Paper No. 3
Presentation Time: 8:55 AM

ISOTOPIC EVIDENCE FOR A LACUSTRINE ORIGIN FOR THE PLIOCENE BOUSE FORMATION IN THE LOWER COLORADO RIVER VALLEY


SPENCER, Jon E.1, PATCHETT, P. Jonathan2, ROSKOWSKI, Jenifer A.2 and DETTMAN, David L.3, (1)Arizona Geological Survey, 416 W. Congress St., #100, Tucson, AZ 85704, (2)Geosciences, University of Arizona, 1040 E 4th Street, Tucson, AZ 85721, (3)Department of Geosciences, University of Arizona, Tucson, AZ 85721, jon.spencer@azgs.az.gov

The ~5 Ma Bouse Formation in the lower Colorado River Valley consists of basal limestone and bedrock-coating tufa, and overlying siltstone and fine sandstone. It is overlain by, and locally interbedded with, Colorado River sand and gravel. The Bouse Formation has been interpreted as estuarine because it contains a mix of marine, estuarine, and fresh-water fossils, and as lacustrine for many reasons, including its high maximum elevations, areal distribution, and Sr-isotopic composition. In the lacustrine interpretation, it was deposited when Colorado River water first arrived in the eastern Mojave Desert region and filled closed basins inherited from Miocene extension. In the estuarine interpretation, it was deposited below sea level and then elevated by tectonic uplift. Measured 87Sr/86Sr from 50 samples of Bouse carbonates and shells provide strong support for a lacustrine interpretation, as follows: (1) 87Sr/86Sr is consistently between 0.7102 and 0.7114, with no evidence of mixing with Pliocene sea water (87Sr/86Sr = 0.7090) toward the south. This is especially significant because seawater has much higher Sr concentration than river water (7x relative to the modern Colorado River), and addition of even a few percent seawater should be detectable.
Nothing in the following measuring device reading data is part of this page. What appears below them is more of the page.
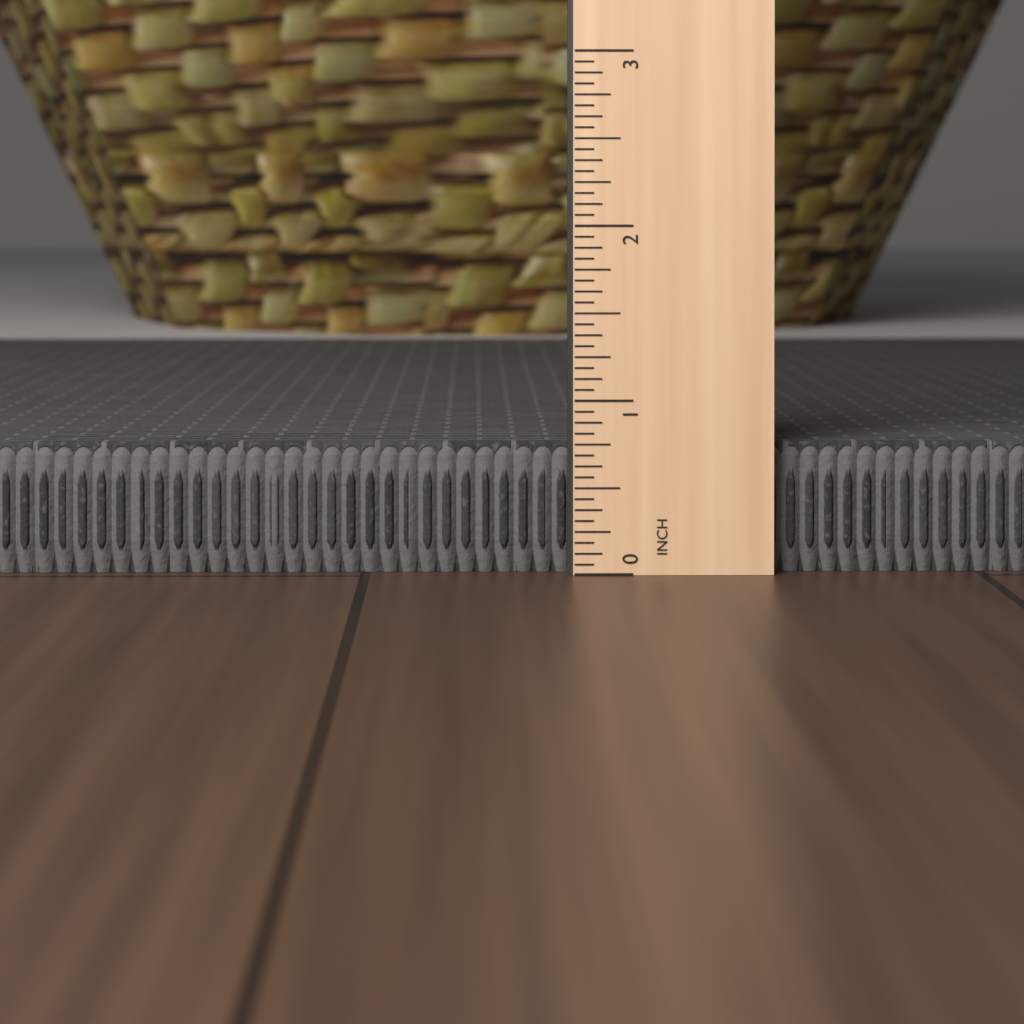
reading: 0.7500 in
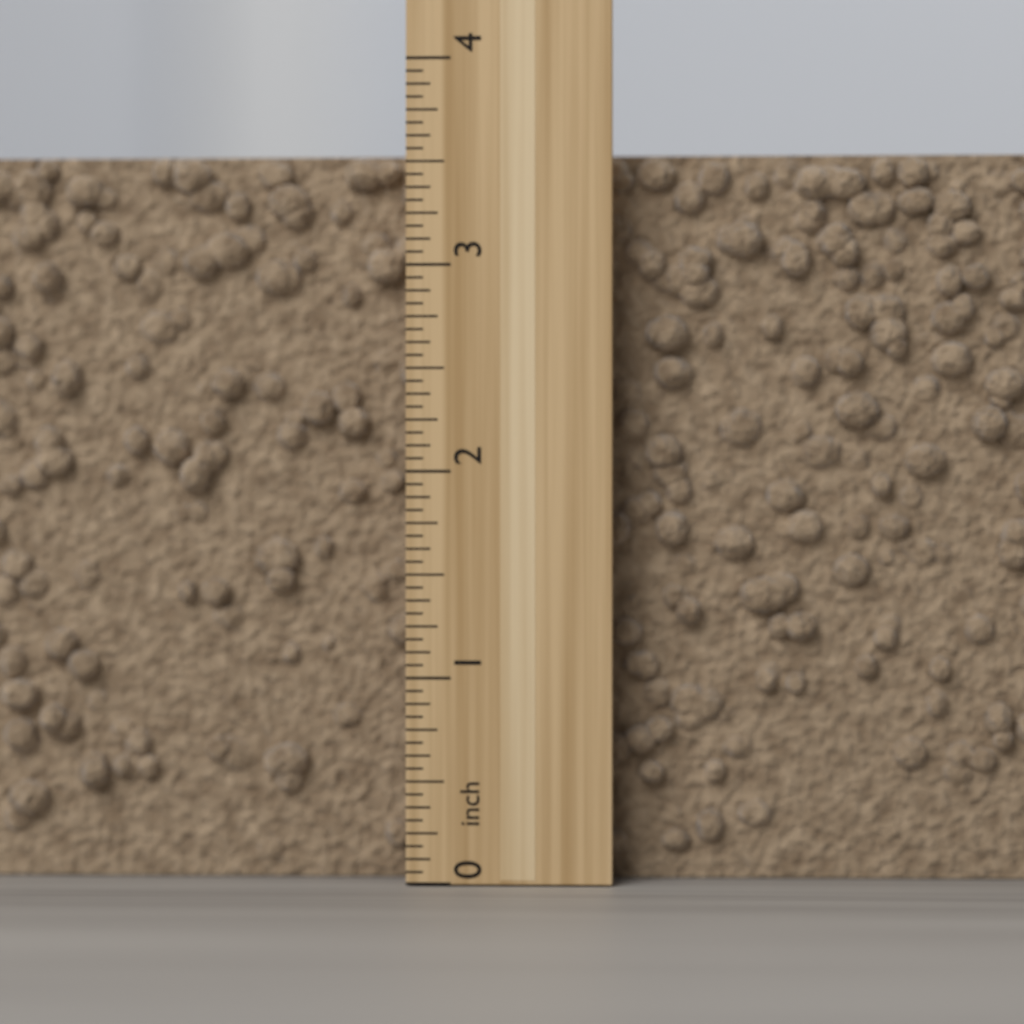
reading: 3.5625 inch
Nor is there any evidence of a mixing trend between very high 87Sr/86Sr in the Lake Mead area to the north with seawater-level 87Sr/86Sr to the south. (2) The lowest-elevation Bouse samples in southernmost exposures, which might reflect a marine influence in the potentially stratified water column of an estuary, show no such influence. (3) Oxygen isotopic variation in Bouse carbonate samples is significant (δ 18O = 1 to -13), but this variation does not correspond to variation in 87Sr/86Sr. If varying degrees of diagenetic alteration were responsible for variations in oxygen isotopes, corresponding variation would be expected in Sr isotopes, with identifiable end-member compositions for both isotope ratios. (4) Thin-sections through barnacle shells from the Bouse Formation reveal primary banding. Oxygen and carbon isotopes from microsamples across bands show coordinated variation interpreted to reflect seasonal changes during growth. If original Sr in these shells had been replaced by Sr from groundwater, oxygen and carbon would have been homogenized.